January 8, 2019

Troubled Resolutions

It’s a familiar story. Perhaps your holiday season was much like it. Christ was visiting with dear friends. There was much hustle and bustle. We don’t know the size of the group that was gathered, but no doubt there was plenty of work to be done. Martha was busily serving and making everything just right for her Guest of Honor.

Then comes the gentle rebuke: “You are worried and troubled about many things. … But one thing is needed” (Luke 10:41, 42, NKJV).

Like Martha, many of us become busily engaged with resolutions during this time of year: lose weight, save money, read more, eat less, take a vacation, write a book, call that estranged friend, get organized … and on and on we go, being “troubled” about many things.

But, according to one source, only 8 percent of people achieve their New Year’s resolutions.1 And another sources says 80 percent quit trying after just six weeks.2 A simple online search will yield many tips on how to avoid becoming part of these discouraging statistics, and though useful, I surmise most will still lack “one thing.”

An article published in the Journal of Nature and Science3 offers an interesting theory about why most people don’t exercise regularly even though they know physical activity is important.
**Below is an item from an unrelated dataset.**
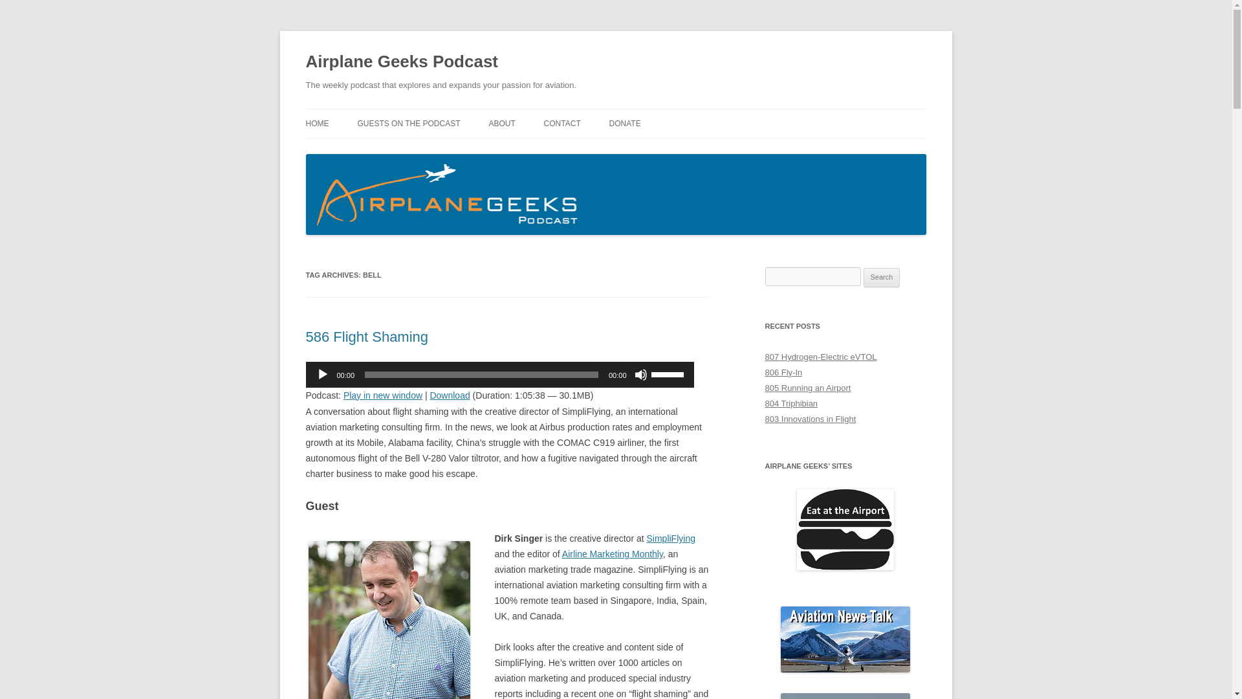  Describe the element at coordinates (882, 277) in the screenshot. I see `Search` at that location.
The author suggests that forming a new habit involves a series of mental processes in which the behavior becomes “routine and automatic with little or no conscious awareness.” Good behaviors must become nonconscious for them to be lasting — to be habitual. We must change the thoughts and feelings that we don’t even realize we have.
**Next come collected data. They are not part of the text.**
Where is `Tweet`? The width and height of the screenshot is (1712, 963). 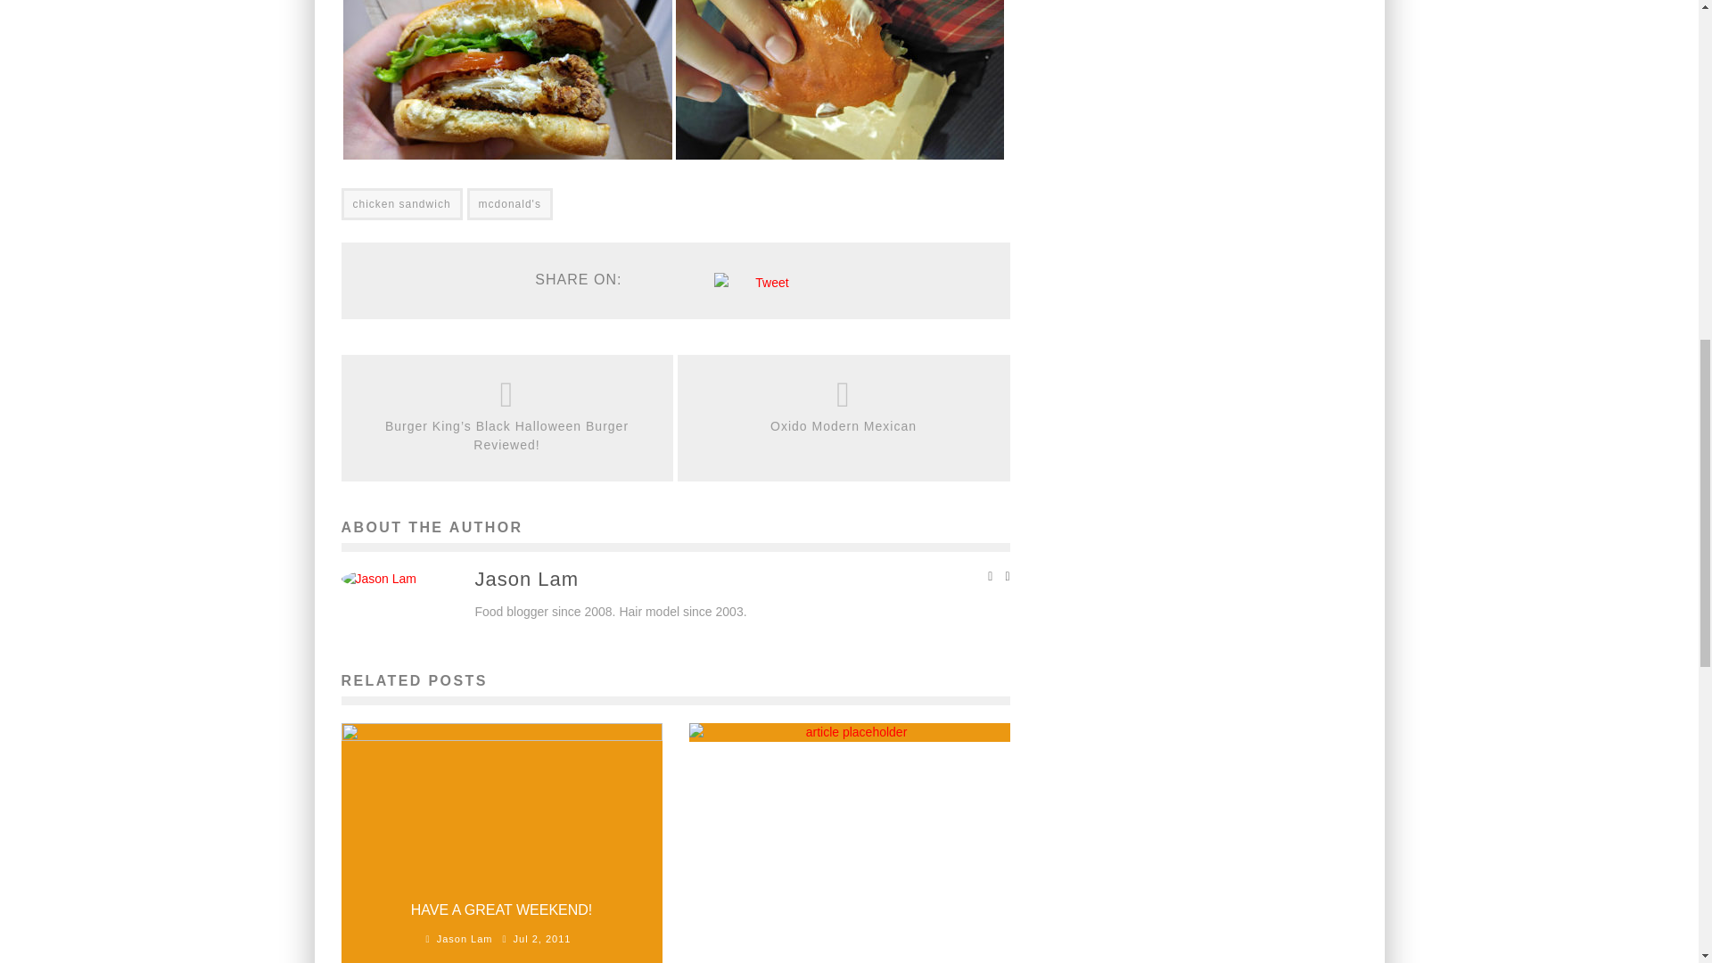
Tweet is located at coordinates (770, 282).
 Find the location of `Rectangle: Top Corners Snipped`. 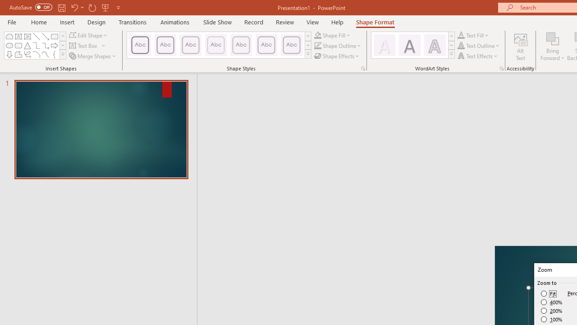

Transitioning a healthy behavior such as exercise into a habit can be complex. Many things can hijack our best intentions. Even if we achieve success, a single missed day, a busy week, or a tragic or stressful event can set us back. Is there hope for lasting success? 

Why do we fail to do what we know we should?

It is a problem inherent to humanity, and it results from separation from God. Genesis 3 identifies these as mental, emotional, physical, relational, and spiritual brokenness.4 These entered our bodies, our lives, and our world and continue to “war against” our every effort (Romans 7:23). Our greatest hope is found in being reconnected to “one thing” — Jesus, the Answer to our brokenness.

Christ told Martha what was most needed to help with her troubles. He is speaking the same message to you and me today. He is reminding us that complete success comes through connection with — and submission to — Him. It is for this reason that He experienced separation from God. Christ offers reconciliation. He offers success.

In the Garden of Gethsemane, Christ prayed to His Father, saying, “O my Father, if it be possible, let this cup pass from me” (Matthew 26:39, NKJV). The cup which He prayed should be removed from Him, that looked so bitter to His soul, was the cup of separation from God in consequence of the sin of the world. But He prayed, “Nevertheless, not as I will, but what You will” (Matthew 26:39, NKJV). “The spirit of submission that Christ manifested in offering up His prayer before God is the spirit that is acceptable to God. Let the soul feel its need, its helplessness, its nothingness; let all its energies be called forth in an earnest desire for help, and help will come. Let faith pierce the darkness.”5

When we realize our brokenness, we can accept the broken body of Christ as our necessity.

“Growth in grace will not lead you to be proud, self-confident, and boastful but will make you more conscious of your own nothingness, of your entire dependence upon the Lord.”6

This is not a miracle cure. It is the strength we need to take one step at a time. Ellen G. White writes, “Nothing is apparently more helpless, yet really more invincible, than the soul that feels its nothingness, and relies wholly on God.”7

Our journey will be troubled with many things. This is not just about resolutions to start the year. We can try to resolve our problems on our own, or we can make Christ our “one thing,” and let His strength be made perfect in our weakness (2 Corinthians 12:9).

The original version of this commentary was posted on the North American Division news website.